Most property managers inherit elevator contracts they've never actually read. The contract was signed years ago by someone who may not even work at the property anymore, and it auto-renews every year. Sound familiar?
Here are five questions that will immediately tell you whether your elevator service contract is working for you - or against you.
1. What's Your Contractual Callback Time?
Every service contract should specify a maximum callback response time. If yours doesn't, that's a red flag. Most OEM contracts promise 2-4 hours during business hours, but the actual performance varies wildly.
Ask for the data. Request a 12-month log of every callback to your building, including the time the call was placed and the time the technician arrived. If your provider can't produce this, you have a visibility problem.
2. What's Included vs. What's Billable?
The difference between "full service" and "maintenance only" contracts can mean thousands of dollars per year. A full-service contract typically covers parts and labor for most repairs. A maintenance-only contract covers routine maintenance visits, but repairs are billed separately.
The trap: Many property managers think they have full-service coverage when they actually have maintenance-only with a long list of exclusions. Our Contract Scanner specifically flags vague coverage language and hidden exclusions.
3. When Does Your Contract Expire - Really?
Most elevator contracts have auto-renewal clauses with 60-90 day cancellation windows. Miss that window, and you're locked in for another year at whatever rate they choose.
Put the cancellation deadline in your calendar today. Not 30 days before - 90 days before. This gives you time to get competitive bids.
4. Who Owns the Controller Software?
This is the question most property managers never think to ask. With modern elevator controllers, the OEM may hold proprietary software that only their technicians can access. This creates vendor lock-in that makes switching providers extremely difficult and expensive.
If your elevators use proprietary controls, factor the cost of a controller upgrade into your switching analysis. It changes the math significantly.
5. How Many Buildings Does Your Technician Cover?
A technician covering 40+ buildings in a region will have very different response capabilities than one covering 15. This directly impacts your callback times, maintenance quality, and the attention your building receives.

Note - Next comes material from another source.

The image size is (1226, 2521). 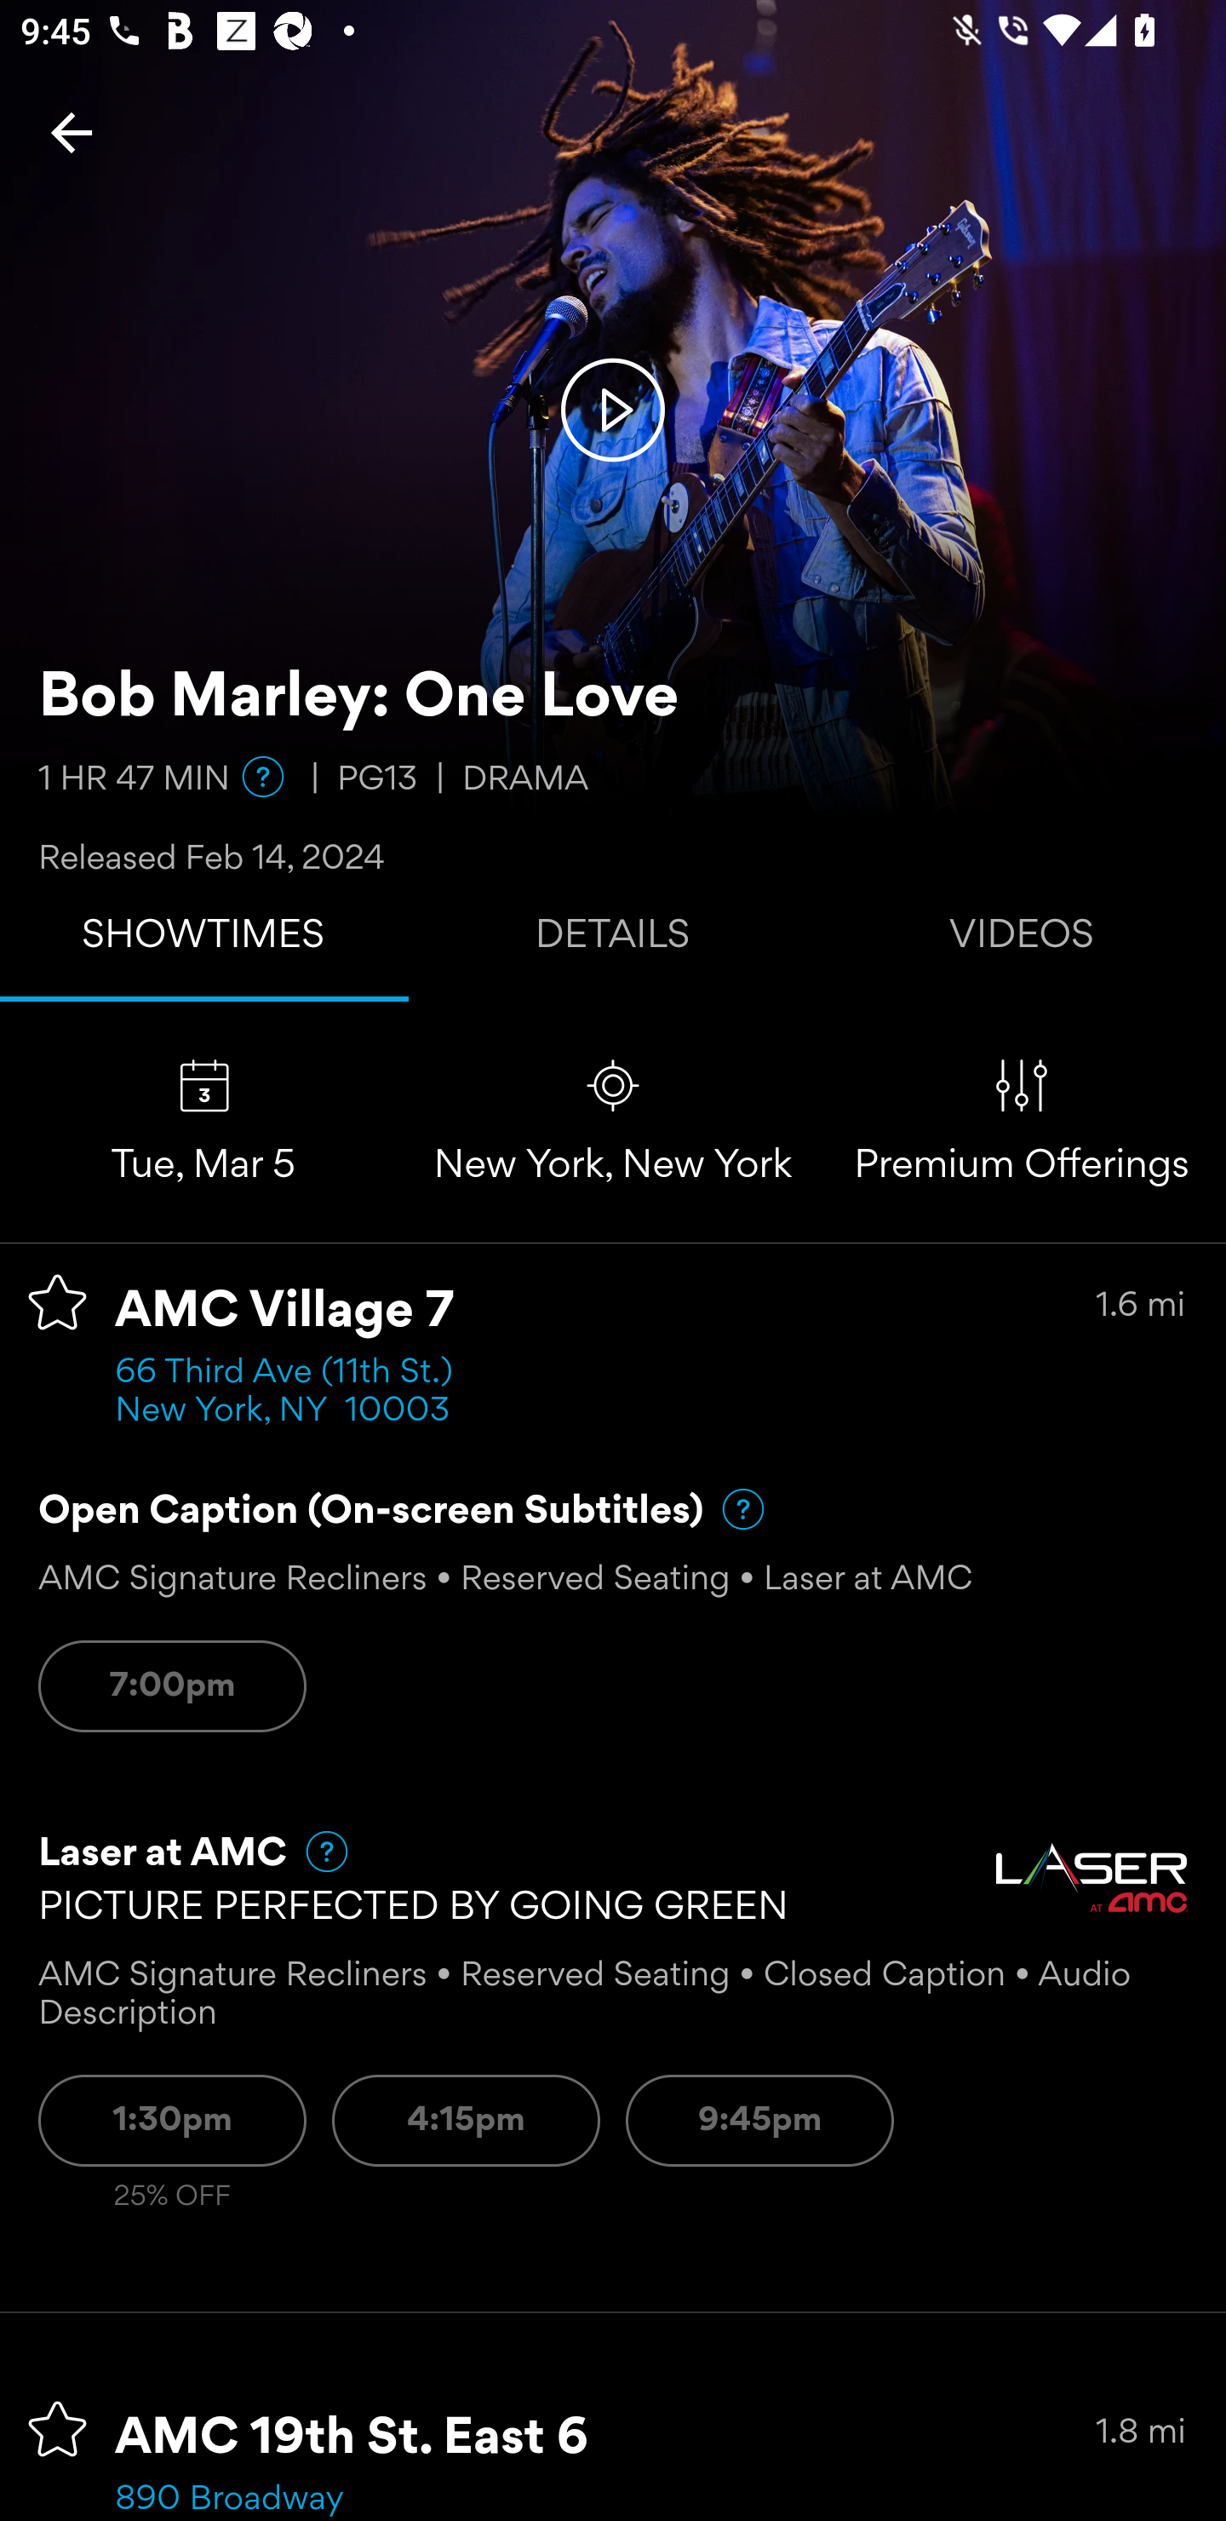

Ask for your technician's route load. Fewer buildings per tech generally means better service.
The Bottom Line
You don't need to become an elevator expert. But you do need to know enough to hold your service company accountable. These five questions give you the leverage to negotiate better contracts, demand better service, and ultimately protect the people who ride your elevators every day.
Ask the right questions, then read the contract carefully. It's where the real answers live.
Get Your Contract Reviewed
Not sure what you're signing? Our Contract Scanner gives you a free score and red flag analysis in 60 seconds. Identify hidden exclusions, vague coverage language, and unfavorable terms before you commit.
Want to check your callback wait times right now? Try our free Callback Wait Time Checker.
Answer 15 questions and get an instant risk score for your elevator service agreement.